During his shows at drag strips, arenas and airports across the country, Stender runs the outhouse up and down in front of the crowd, popping the burner and shooting out 30-foot fireballs before making a final high-speed run. (A burner pop happens when Stender hits the afterburner switch while the engine is running at high rpm’s—it dumps volatile JP-8 fuel into the rear burner pipe, which burns quickly, causing a loud explosion. If the engine is running at low rpm’s, hitting the switch sends out a long, loose, yellow fireball.)

On Stender’s blackboard is a jet-powered beer truck with a 24,000-horsepower F-16 engine.

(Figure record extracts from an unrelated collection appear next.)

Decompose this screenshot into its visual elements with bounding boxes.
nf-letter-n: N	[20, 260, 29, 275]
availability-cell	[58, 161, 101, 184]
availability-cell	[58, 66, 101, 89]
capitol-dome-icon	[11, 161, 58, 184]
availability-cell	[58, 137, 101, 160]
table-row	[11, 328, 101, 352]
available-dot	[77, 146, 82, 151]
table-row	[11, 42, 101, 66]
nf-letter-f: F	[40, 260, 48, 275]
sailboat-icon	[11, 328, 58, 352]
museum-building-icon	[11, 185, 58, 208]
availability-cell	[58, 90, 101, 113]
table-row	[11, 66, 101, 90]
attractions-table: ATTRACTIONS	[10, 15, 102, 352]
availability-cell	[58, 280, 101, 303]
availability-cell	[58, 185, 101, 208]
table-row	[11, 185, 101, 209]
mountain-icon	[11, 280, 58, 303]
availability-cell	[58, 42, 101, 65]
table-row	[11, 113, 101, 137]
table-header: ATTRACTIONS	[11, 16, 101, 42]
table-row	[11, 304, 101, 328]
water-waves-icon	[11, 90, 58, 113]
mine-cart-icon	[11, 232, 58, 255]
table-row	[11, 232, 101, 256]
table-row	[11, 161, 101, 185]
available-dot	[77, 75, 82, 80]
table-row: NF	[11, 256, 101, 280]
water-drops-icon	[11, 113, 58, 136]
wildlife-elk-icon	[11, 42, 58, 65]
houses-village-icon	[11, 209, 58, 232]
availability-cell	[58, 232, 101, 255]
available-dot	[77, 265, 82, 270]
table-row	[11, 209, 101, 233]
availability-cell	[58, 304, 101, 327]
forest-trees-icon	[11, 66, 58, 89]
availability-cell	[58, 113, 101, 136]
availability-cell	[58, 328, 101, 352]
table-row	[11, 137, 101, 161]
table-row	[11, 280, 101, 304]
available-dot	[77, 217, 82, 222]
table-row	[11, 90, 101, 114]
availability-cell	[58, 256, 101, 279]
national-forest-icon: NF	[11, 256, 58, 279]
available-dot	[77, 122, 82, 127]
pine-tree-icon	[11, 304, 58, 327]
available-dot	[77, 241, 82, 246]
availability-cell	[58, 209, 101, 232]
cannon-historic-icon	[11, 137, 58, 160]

His advice to wannabe jet-engine hobbyists: Be careful. “So many things can go wrong,” he says. “You suck in a piece of garbage, it’s going to explode-and you’re going to go with it.”

Inside the turbo-loo

  • Dimensions: seven-and-a-half feet tall, four feet wide, four feet deep
  • Weight: about 600 pounds

A. Shell is a Country Classic portable toilet from the Hampel Corporation of Germantown, Wisconsin. “It’s heavy and looks like fake wood,” Stender says, “like an outhouse should.”

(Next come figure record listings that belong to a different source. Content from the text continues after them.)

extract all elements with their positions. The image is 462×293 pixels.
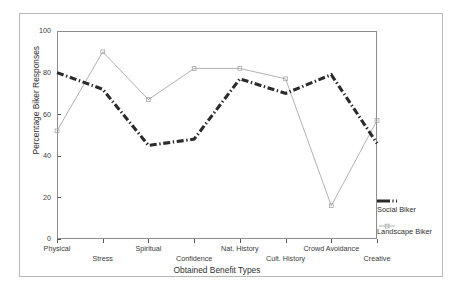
- plot-area: [57, 31, 377, 239]
- x-tick-label: Nat. History: [221, 245, 259, 252]
- y-tick-label: 60: [43, 111, 51, 118]
- y-tick-label: 20: [43, 194, 51, 201]
- x-tick-label: Cult. History: [266, 255, 305, 262]
- y-axis-title-container: Percentage Biker Responses: [14, 0, 34, 293]
- x-tick-label: Crowd Avoidance: [303, 245, 359, 252]
- x-tick-label: Spiritual: [135, 245, 161, 252]
- y-axis-tick-labels: 020406080100: [33, 31, 51, 239]
- x-tick-label: Confidence: [176, 255, 212, 262]
- legend-swatch-social-biker: [377, 192, 399, 202]
- x-axis-title: Obtained Benefit Types: [57, 265, 377, 275]
- x-tick-mark: [148, 239, 149, 243]
- x-tick-mark: [240, 239, 241, 243]
- x-tick-label: Creative: [364, 255, 391, 262]
- legend-swatch-landscape-biker: [377, 217, 399, 227]
- chart-figure: Percentage Biker Responses 020406080100 …: [0, 0, 462, 293]
- x-tick-label: Physical: [44, 245, 71, 252]
- x-tick-mark: [103, 239, 104, 243]
- series-canvas: [57, 31, 377, 239]
- x-tick-mark: [286, 239, 287, 243]
- chart-legend: Social BikerLandscape Biker: [377, 192, 459, 240]
- y-tick-label: 40: [43, 152, 51, 159]
- x-tick-mark: [331, 239, 332, 243]
- x-tick-mark: [57, 239, 58, 243]
- series-line-landscape-biker: [57, 52, 377, 206]
- y-tick-label: 80: [43, 69, 51, 76]
- x-tick-mark: [194, 239, 195, 243]
- legend-label-social-biker: Social Biker: [377, 206, 416, 213]
- series-line-social-biker: [57, 73, 377, 146]
- legend-label-landscape-biker: Landscape Biker: [377, 228, 432, 235]
- x-tick-label: Stress: [93, 255, 113, 262]
- y-tick-label: 100: [39, 27, 51, 34]
- y-tick-label: 0: [47, 235, 51, 242]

B. Welded scrap metal tubing reinforces the chassis.

C. Driver sits on the original throne and looks out through a hole in the door. (Stender tried to keep the toilet paper, but it kept getting sucked into the engine.)

D. Handle bar—with lever for the rear hydraulic brakes and twist throttle for acceleration—is attached to a shaft that connects directly to the wheel spindles.

E. Six-inch rubber Goodyear tires are from a go-kart.

F. Four-gallon tank attached to a CO2 cartridge holds pressurized JP-8 fuel for the afterburner.

G. Twelve-gallon tank holds JP-4 fuel for the engine (funneled in through the original urinal).

H. The muscle: Stender cut the back half off an old Boeing 502 turbine (which once powered a pump on a Navy minesweeper) and welded a cone on the back to channel what he guesses is a few hundred pounds of thrust.

Jet engines 101

A jet turbine uses many thin blades whirling at high speeds to compress incoming air, which is burned with highly combustible jet fuel in a central combustion area. Another set of blades in the rear extracts power from the hot gases emerging from the chamber. Some turbines use those rear blades to send power to a drive unit through an output shaft, and vent the hot gases as exhaust. Stender removed the drive unit so that the hot gases instead funnel through a tail cone to generate thrust. At full power, these thin blades can be moving at supersonic speeds. If the engine sucks in something large enough to break one of them, a catastrophic chain reaction of disintegration can follow.

This story has been updated. It was originally featured in the December 2004 issue of Popular Science magazine.